If a law is wrong, discriminatory
and unconstitutional, you wingnut, the president has the obligation to stand up
against it.
Go back home and shut up.
"Well, when I was six years old I heard that God was
watching me, and I thought, 'No, no, no, we’re not going to have any of that.'
And then for many, many years I thought that God would get even with me or
punish me because I didn’t believe in him, or her, or them. And nothing ever
happened except for good things. So I don’t believe at all in God and I’m very
relieved that I don’t….The stuff that’s made up about Jesus—that you have to go
through Jesus to get to God and if you’re lucky, after you die, if you’ve done
everything right, the reward is you get to sit on the right hand side of God.
All that is made up by men. People made it up."
This is probably the wrong
thing to say in response to that, but, um, Amen, Cloris, amen.
"Corporations are not people. That's why we have
different laws that govern corporations than govern individual citizens."
What’s this? Gramps McCain no longer toeing the GOP Tea
Party line?
Has Gramps gone back to being a man of honor and speaking
up about what’s wrong, even within his own party?
Or, maybe he's just mad that Mittsy will get the nod when he never did.
Yeah, he's still Angry Grampa who wants Mittsy to get offa his lawn!
Or, maybe he's just mad that Mittsy will get the nod when he never did.
Yeah, he's still Angry Grampa who wants Mittsy to get offa his lawn!
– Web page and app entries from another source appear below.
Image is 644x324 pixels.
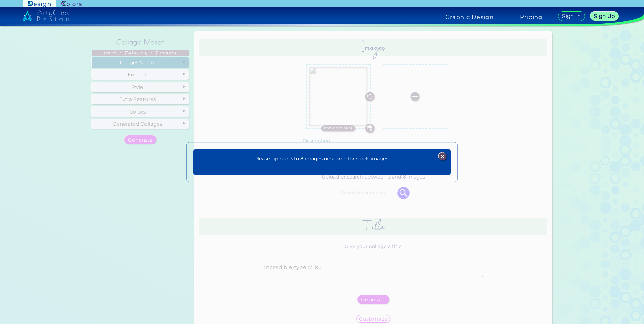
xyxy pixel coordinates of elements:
p: Please upload 3 to 8 images or search for stock images. [254,155,389,163]
h5: Sign In [563,14,580,18]
h5: Sign Up [595,14,614,18]
a: Sign Up [591,12,617,20]
img: icon_close_white.svg [438,153,446,160]
a: Pricing [520,14,542,20]
img: artyclick_design_logo_white_combined_path.svg [23,10,69,22]
h4: Graphic Design [445,14,493,20]
img: ArtyClick Colors logo [61,1,81,7]
a: Sign In [560,12,583,21]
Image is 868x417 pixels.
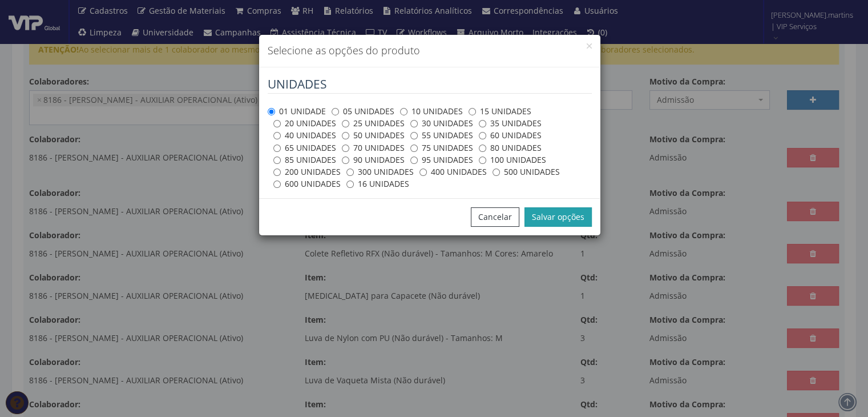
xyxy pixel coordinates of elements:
label: 70 UNIDADES [342,142,405,153]
label: 40 UNIDADES [274,130,336,141]
button: Salvar opções [525,207,592,227]
label: 300 UNIDADES [347,166,414,177]
label: 10 UNIDADES [400,106,463,117]
label: 500 UNIDADES [493,166,560,177]
label: 15 UNIDADES [469,106,532,117]
label: 85 UNIDADES [274,154,336,166]
label: 20 UNIDADES [274,118,336,129]
label: 16 UNIDADES [347,178,409,190]
h4: Selecione as opções do produto [268,43,592,58]
label: 95 UNIDADES [411,154,473,166]
label: 35 UNIDADES [479,118,542,129]
label: 01 UNIDADE [268,106,326,117]
label: 60 UNIDADES [479,130,542,141]
button: Cancelar [471,207,519,227]
label: 80 UNIDADES [479,142,542,153]
label: 30 UNIDADES [411,118,473,129]
label: 600 UNIDADES [274,178,341,190]
legend: UNIDADES [268,76,592,94]
label: 55 UNIDADES [411,130,473,141]
label: 75 UNIDADES [411,142,473,153]
label: 25 UNIDADES [342,118,405,129]
label: 65 UNIDADES [274,142,336,153]
label: 400 UNIDADES [420,166,487,177]
label: 05 UNIDADES [332,106,395,117]
label: 90 UNIDADES [342,154,405,166]
label: 200 UNIDADES [274,166,341,177]
label: 100 UNIDADES [479,154,547,166]
label: 50 UNIDADES [342,130,405,141]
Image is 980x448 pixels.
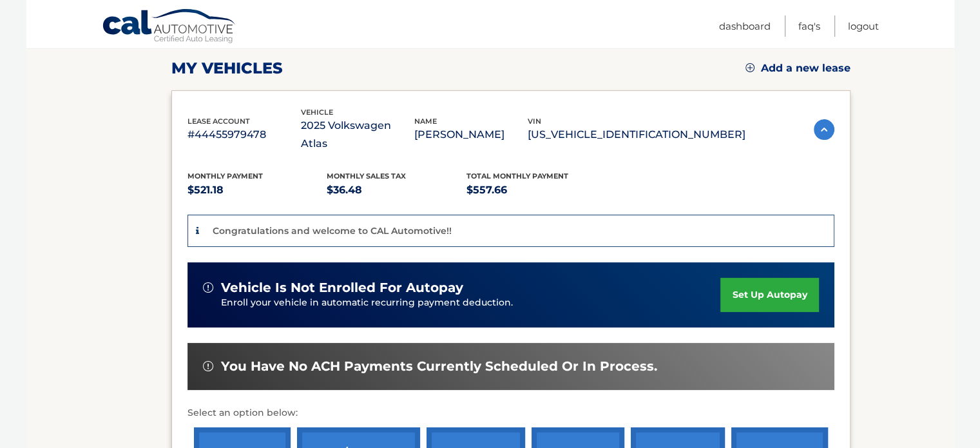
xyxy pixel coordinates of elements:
a: Logout [848,16,879,37]
span: name [414,117,437,125]
a: set up autopay [720,277,818,312]
span: Total Monthly Payment [467,171,568,181]
h2: my vehicles [171,58,283,78]
p: $36.48 [326,181,467,199]
a: Cal Automotive [102,9,237,46]
p: [PERSON_NAME] [414,125,527,143]
p: $557.66 [467,181,606,199]
span: vehicle [301,108,333,117]
span: vin [527,117,541,125]
p: #44455979478 [188,125,301,143]
img: alert-white.svg [203,361,213,371]
img: accordion-active.svg [813,119,834,139]
img: add.svg [746,63,754,72]
a: FAQ's [798,16,820,37]
p: Congratulations and welcome to CAL Automotive!! [213,225,452,236]
span: Monthly Payment [188,171,263,181]
span: You have no ACH payments currently scheduled or in process. [221,358,657,374]
span: lease account [188,117,250,125]
span: vehicle is not enrolled for autopay [221,280,464,296]
img: alert-white.svg [203,282,213,292]
p: $521.18 [188,181,327,199]
p: [US_VEHICLE_IDENTIFICATION_NUMBER] [527,125,746,143]
a: Dashboard [719,16,770,37]
p: Enroll your vehicle in automatic recurring payment deduction. [221,296,721,310]
p: 2025 Volkswagen Atlas [301,117,414,153]
p: Select an option below: [188,405,834,421]
a: Add a new lease [746,62,851,75]
span: Monthly sales Tax [326,171,406,181]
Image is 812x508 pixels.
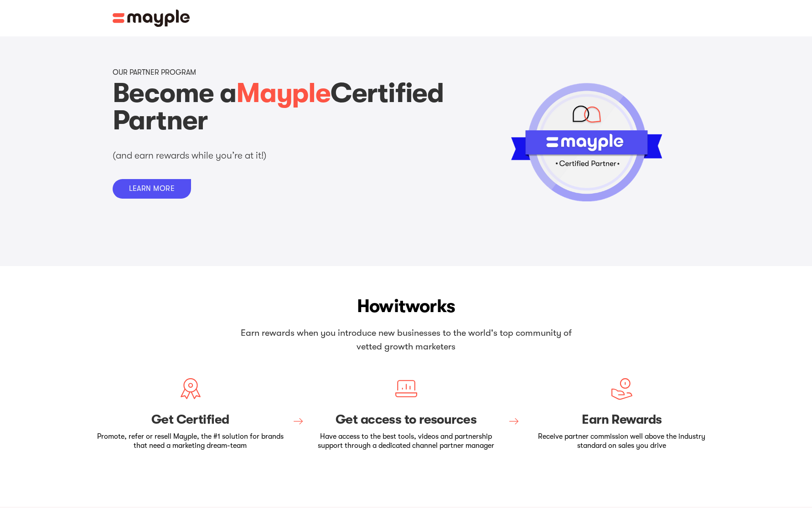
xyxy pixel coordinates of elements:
[112,80,451,134] h1: Become a Certified Partner
[112,179,191,198] a: LEARN MORE
[526,433,717,449] p: Receive partner commission well above the industry standard on sales you drive
[129,184,175,193] div: LEARN MORE
[310,412,502,428] h3: Get access to resources
[112,68,196,77] p: OUR PARTNER PROGRAM
[526,412,717,428] h3: Earn Rewards
[610,377,633,400] img: Grow your business
[310,433,502,449] p: Have access to the best tools, videos and partnership support through a dedicated channel partner...
[179,377,202,400] img: Create your marketing brief.
[235,327,577,353] p: Earn rewards when you introduce new businesses to the world's top community of vetted growth mark...
[95,433,286,449] p: Promote, refer or resell Mayple, the #1 solution for brands that need a marketing dream-team
[95,293,718,319] h2: How works
[394,296,406,317] span: it
[95,412,286,428] h3: Get Certified
[112,149,350,162] p: (and earn rewards while you’re at it!)
[395,377,417,400] img: Find a match
[112,9,190,26] img: Mayple logo
[236,77,330,109] span: Mayple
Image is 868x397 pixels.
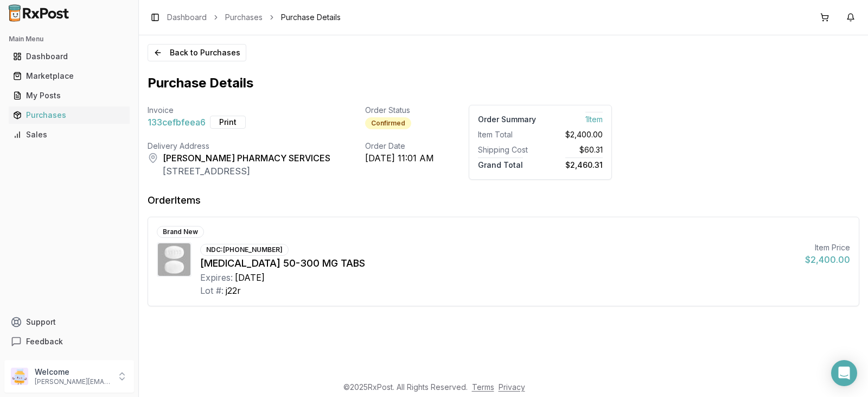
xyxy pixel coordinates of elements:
[167,12,341,23] nav: breadcrumb
[226,284,241,297] div: j22r
[35,366,110,377] p: Welcome
[148,141,331,151] div: Delivery Address
[545,129,603,140] div: $2,400.00
[148,75,859,92] h1: Purchase Details
[13,129,125,140] div: Sales
[9,86,129,105] a: My Posts
[4,312,134,331] button: Support
[13,51,125,62] div: Dashboard
[565,157,603,169] span: $2,460.31
[4,106,134,124] button: Purchases
[4,48,134,65] button: Dashboard
[4,67,134,85] button: Marketplace
[365,141,434,151] div: Order Date
[498,382,525,391] a: Privacy
[200,244,289,256] div: NDC: [PHONE_NUMBER]
[9,35,129,43] h2: Main Menu
[478,144,536,155] div: Shipping Cost
[9,47,129,66] a: Dashboard
[478,129,536,140] div: Item Total
[157,226,204,238] div: Brand New
[200,284,224,297] div: Lot #:
[148,193,200,208] div: Order Items
[13,109,125,121] div: Purchases
[148,44,246,62] button: Back to Purchases
[35,377,110,386] p: [PERSON_NAME][EMAIL_ADDRESS][DOMAIN_NAME]
[163,164,331,177] div: [STREET_ADDRESS]
[200,271,233,284] div: Expires:
[365,151,434,164] div: [DATE] 11:01 AM
[148,105,331,115] div: Invoice
[478,114,536,125] div: Order Summary
[365,117,411,129] div: Confirmed
[281,12,341,23] span: Purchase Details
[478,157,523,169] span: Grand Total
[805,253,850,266] div: $2,400.00
[9,66,129,86] a: Marketplace
[210,115,246,128] button: Print
[200,256,796,271] div: [MEDICAL_DATA] 50-300 MG TABS
[4,4,74,22] img: RxPost Logo
[545,144,603,155] div: $60.31
[365,105,434,115] div: Order Status
[163,151,331,164] div: [PERSON_NAME] PHARMACY SERVICES
[805,242,850,253] div: Item Price
[235,271,265,284] div: [DATE]
[472,382,494,391] a: Terms
[831,360,857,386] div: Open Intercom Messenger
[4,126,134,143] button: Sales
[148,115,206,128] span: 133cefbfeea6
[225,12,263,23] a: Purchases
[167,12,206,23] a: Dashboard
[13,70,125,82] div: Marketplace
[158,243,190,276] img: Dovato 50-300 MG TABS
[13,90,125,101] div: My Posts
[11,367,28,385] img: User avatar
[9,105,129,125] a: Purchases
[4,87,134,104] button: My Posts
[26,336,63,347] span: Feedback
[9,125,129,144] a: Sales
[585,112,603,124] span: 1 Item
[4,331,134,351] button: Feedback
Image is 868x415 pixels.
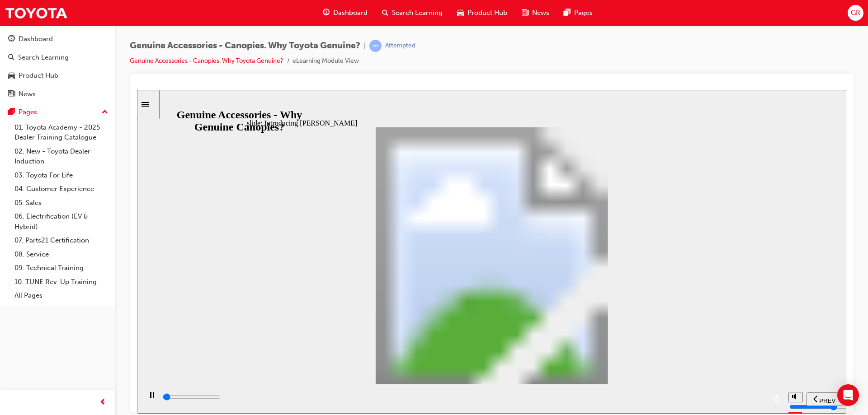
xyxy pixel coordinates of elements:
button: Pages [4,104,111,121]
span: car-icon [9,71,15,80]
a: 01. Toyota Academy - 2025 Dealer Training Catalogue [10,121,111,145]
a: 10. TUNE Rev-Up Training [10,275,111,289]
span: pages-icon [564,8,571,18]
a: search-iconSearch Learning [375,4,450,22]
a: News [4,86,111,103]
button: play/pause [5,302,20,317]
a: Dashboard [4,30,111,48]
span: GR [851,8,860,18]
div: News [18,89,36,99]
div: Attempted [385,42,415,50]
span: Pages [575,8,593,18]
a: Product Hub [4,68,111,84]
button: replay [634,303,647,316]
span: learningRecordVerb_ATTEMPT-icon [370,40,382,52]
div: playback controls [5,295,647,324]
li: eLearning Module View [293,56,359,67]
a: 05. Sales [10,196,111,210]
a: All Pages [10,288,111,303]
div: Search Learning [18,52,69,63]
div: Open Intercom Messenger [838,385,859,406]
button: previous [670,303,706,316]
div: misc controls [652,295,665,324]
span: guage-icon [323,8,330,18]
a: pages-iconPages [556,4,600,22]
span: Search Learning [393,8,443,18]
input: slide progress [26,304,84,311]
a: 02. New - Toyota Dealer Induction [10,145,111,168]
div: Pages [18,108,37,117]
a: Search Learning [4,49,111,66]
span: news-icon [522,8,529,18]
a: 03. Toyota For Life [10,168,111,183]
span: prev-icon [99,397,107,408]
span: Product Hub [468,8,508,18]
span: News [533,8,550,18]
a: guage-iconDashboard [315,4,375,22]
a: news-iconNews [515,4,556,22]
button: DashboardSearch LearningProduct HubNews [4,29,111,104]
span: search-icon [382,8,389,18]
span: Genuine Accessories - Canopies. Why Toyota Genuine? [130,41,360,51]
img: Trak [5,3,68,23]
span: guage-icon [9,35,15,44]
input: volume [653,313,711,321]
nav: slide navigation [670,295,706,324]
span: PREV [682,307,698,314]
a: 08. Service [10,247,111,262]
span: Dashboard [333,8,368,18]
div: Product Hub [18,70,58,81]
span: car-icon [457,8,464,18]
button: GR [848,5,864,21]
a: car-iconProduct Hub [450,4,515,22]
span: news-icon [9,90,15,98]
span: pages-icon [9,109,15,116]
span: | [364,41,366,51]
span: up-icon [102,107,108,118]
span: search-icon [9,53,14,62]
button: volume [652,303,666,312]
a: 04. Customer Experience [10,182,111,196]
a: Genuine Accessories - Canopies. Why Toyota Genuine? [130,57,284,65]
a: 07. Parts21 Certification [10,233,111,247]
div: Dashboard [18,34,53,45]
a: 06. Electrification (EV & Hybrid) [10,209,111,233]
a: 09. Technical Training [10,261,111,275]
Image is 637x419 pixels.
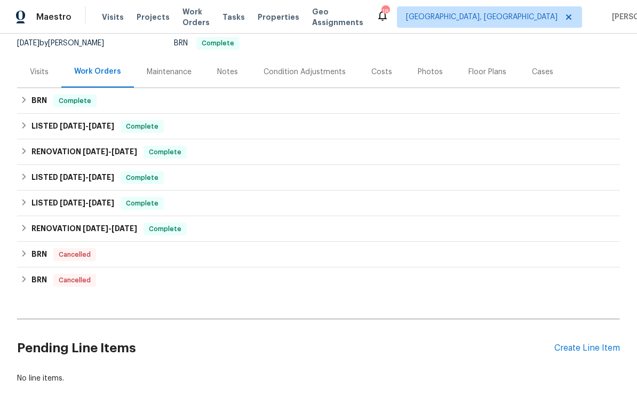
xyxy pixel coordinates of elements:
h6: LISTED [31,197,114,210]
span: [DATE] [89,122,114,130]
div: Condition Adjustments [263,67,346,77]
span: [GEOGRAPHIC_DATA], [GEOGRAPHIC_DATA] [406,12,557,22]
span: [DATE] [60,173,85,181]
span: Cancelled [54,249,95,260]
div: LISTED [DATE]-[DATE]Complete [17,165,620,190]
div: Visits [30,67,49,77]
div: by [PERSON_NAME] [17,37,117,50]
span: Complete [122,121,163,132]
div: BRN Complete [17,88,620,114]
h6: LISTED [31,171,114,184]
div: LISTED [DATE]-[DATE]Complete [17,190,620,216]
h6: RENOVATION [31,146,137,158]
div: Cases [532,67,553,77]
h2: Pending Line Items [17,323,554,373]
span: Complete [122,172,163,183]
div: Notes [217,67,238,77]
span: [DATE] [83,225,108,232]
span: Tasks [222,13,245,21]
span: Complete [122,198,163,209]
span: Work Orders [182,6,210,28]
h6: BRN [31,274,47,286]
span: [DATE] [60,122,85,130]
span: BRN [174,39,239,47]
h6: LISTED [31,120,114,133]
span: Complete [145,147,186,157]
span: Projects [137,12,170,22]
span: Complete [197,40,238,46]
span: - [83,148,137,155]
h6: RENOVATION [31,222,137,235]
div: Costs [371,67,392,77]
div: BRN Cancelled [17,267,620,293]
span: Properties [258,12,299,22]
span: Complete [145,223,186,234]
div: RENOVATION [DATE]-[DATE]Complete [17,216,620,242]
div: Maintenance [147,67,191,77]
span: [DATE] [111,225,137,232]
div: BRN Cancelled [17,242,620,267]
div: RENOVATION [DATE]-[DATE]Complete [17,139,620,165]
div: Photos [418,67,443,77]
span: - [60,199,114,206]
h6: BRN [31,94,47,107]
span: Cancelled [54,275,95,285]
div: Work Orders [74,66,121,77]
span: [DATE] [60,199,85,206]
div: 18 [381,6,389,17]
span: - [60,173,114,181]
div: Create Line Item [554,343,620,353]
span: [DATE] [89,199,114,206]
span: Geo Assignments [312,6,363,28]
div: LISTED [DATE]-[DATE]Complete [17,114,620,139]
span: [DATE] [89,173,114,181]
div: No line items. [17,373,620,383]
span: Visits [102,12,124,22]
span: Maestro [36,12,71,22]
span: - [60,122,114,130]
span: [DATE] [111,148,137,155]
span: - [83,225,137,232]
h6: BRN [31,248,47,261]
span: Complete [54,95,95,106]
div: Floor Plans [468,67,506,77]
span: [DATE] [17,39,39,47]
span: [DATE] [83,148,108,155]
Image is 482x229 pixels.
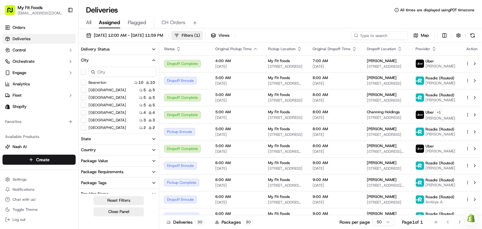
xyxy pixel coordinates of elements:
[3,3,65,18] button: My Fit Foods[EMAIL_ADDRESS][DOMAIN_NAME]
[44,106,76,111] a: Powered byPylon
[367,200,406,205] span: [STREET_ADDRESS]
[426,212,455,217] span: Roadie (Routed)
[268,46,296,52] span: Pickup Location
[3,102,76,112] a: Shopify
[401,8,475,13] span: All times are displayed using PDT timezone
[426,200,455,205] span: Ambiya A.
[426,127,455,132] span: Roadie (Routed)
[313,98,357,103] span: [DATE]
[367,64,406,69] span: [STREET_ADDRESS]
[6,25,114,35] p: Welcome 👋
[59,91,101,97] span: API Documentation
[153,118,155,123] span: 3
[215,149,258,154] span: [DATE]
[215,75,258,80] span: 5:00 AM
[416,94,424,102] img: roadie-logo-v2.jpg
[268,64,303,69] span: [STREET_ADDRESS]
[215,92,258,97] span: 5:00 AM
[153,103,155,108] span: 5
[367,46,396,52] span: Dropoff Location
[313,144,357,149] span: 8:00 AM
[313,81,357,86] span: [DATE]
[81,57,89,63] div: City
[3,215,76,224] button: Log out
[367,183,406,188] span: [STREET_ADDRESS][PERSON_NAME]
[89,67,156,77] input: City
[426,166,456,171] span: [PERSON_NAME]
[268,92,290,97] span: My Fit Foods
[153,95,155,100] span: 5
[18,4,43,11] button: My Fit Foods
[268,132,303,137] span: [STREET_ADDRESS]
[3,155,76,165] button: Create
[426,144,434,149] span: Uber
[5,144,73,150] a: Nash AI
[79,156,159,166] button: Package Value
[215,200,258,205] span: [DATE]
[13,36,30,42] span: Deliveries
[219,33,230,38] span: Views
[3,185,76,194] button: Notifications
[3,34,76,44] a: Deliveries
[426,98,456,103] span: [PERSON_NAME]
[367,194,397,199] span: [PERSON_NAME]
[215,98,258,103] span: [DATE]
[3,175,76,184] button: Settings
[313,149,357,154] span: [DATE]
[416,213,424,221] img: roadie-logo-v2.jpg
[215,127,258,132] span: 5:00 AM
[268,110,290,115] span: My Fit Foods
[268,211,290,216] span: My Fit Foods
[215,183,258,188] span: [DATE]
[426,161,455,166] span: Roadie (Routed)
[13,81,30,87] span: Analytics
[268,183,303,188] span: [STREET_ADDRESS][PERSON_NAME]
[79,44,159,55] button: Delivery Status
[426,116,456,121] span: [PERSON_NAME]
[313,166,357,171] span: [DATE]
[367,177,397,183] span: [PERSON_NAME]
[215,58,258,63] span: 4:00 AM
[81,191,109,197] div: Provider Name
[367,144,397,149] span: [PERSON_NAME]
[367,211,397,216] span: [PERSON_NAME]
[81,136,91,142] div: State
[352,31,408,40] input: Type to search
[53,92,58,97] div: 💻
[268,98,303,103] span: [STREET_ADDRESS]
[139,80,144,85] span: 10
[215,194,258,199] span: 6:00 AM
[215,211,258,216] span: 6:00 AM
[268,81,303,86] span: [STREET_ADDRESS][PERSON_NAME]
[3,195,76,204] button: Chat with us!
[6,6,19,19] img: Nash
[208,31,232,40] button: Views
[215,144,258,149] span: 5:00 AM
[367,98,406,103] span: [STREET_ADDRESS]
[182,33,200,38] span: Filters
[215,64,258,69] span: [DATE]
[3,90,76,101] button: Fleet
[79,145,159,155] button: Country
[13,91,48,97] span: Knowledge Base
[367,92,397,97] span: [PERSON_NAME]
[79,189,159,199] button: Provider Name
[4,89,51,100] a: 📗Knowledge Base
[426,195,455,200] span: Roadie (Routed)
[367,81,406,86] span: [STREET_ADDRESS]
[128,19,146,26] span: Flagged
[469,31,477,40] button: Refresh
[313,194,357,199] span: 9:00 AM
[13,207,38,212] span: Toggle Theme
[416,111,424,119] img: uber-new-logo.jpeg
[89,103,126,108] label: [GEOGRAPHIC_DATA]
[416,128,424,136] img: roadie-logo-v2.jpg
[153,125,155,130] span: 2
[416,77,424,85] img: roadie-logo-v2.jpg
[13,187,35,192] span: Notifications
[195,220,205,225] div: 30
[81,46,110,52] div: Delivery Status
[79,134,159,144] button: State
[268,127,290,132] span: My Fit Foods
"In terms of the Bible's interpretation of marriage,
what our faith teaches is pretty straightforward. There's not much debate about
that. The debate is about what society should tolerate, and what society should
allow our laws to be. I believe marriage is a unique and specific institution
that is the result of thousands of years of wisdom, which concluded that the
ideal—not the only way but certainly the ideal—situation to raise children to
become productive and healthy humans is in a home with a father and mother
married to each other. Does that mean people who are not in that circumstance
cannot be successful? Of course not. It's not a discriminatory thing. I'm not
angry at anyone because of it, but I also have to be honest about what I
believe marriage should be in our laws."
I believe some man in the Bible had 700 wives, Marco, so
one man one woman bullshit is just that.
And for some young, charismatic, on the rise GOP doll, to
be so wrong about this issue will come back to bite you in the ass the day that
marriage equality is the law of the land.
Of course, on that day, as a typical Republican, you’ll deny
every having been anti-equality.
But we won’t forget Marco.
Tick tick tick.
Kyrsten Sinema, Arizona
Democratic Congressional candidate who would be the first openly bisexual
member of Congress, if elected, on equality:
“I believe that all people
have an equal place everywhere in this country, regardless of what movement
you’re in or what community you live in. Every single one of us is equal in
this country. That’s the beauty of the American dream. I believe we all have a
place.”
Word.
She isn’t a bisexual
politician, she’s a politician.
And, as such, she believes
in equality for all, because, if elected, she would represent all kinds of
people.
I bet you anything Betty White is an atheist too.
ReplyDeleteBetty White is a Goddess!!!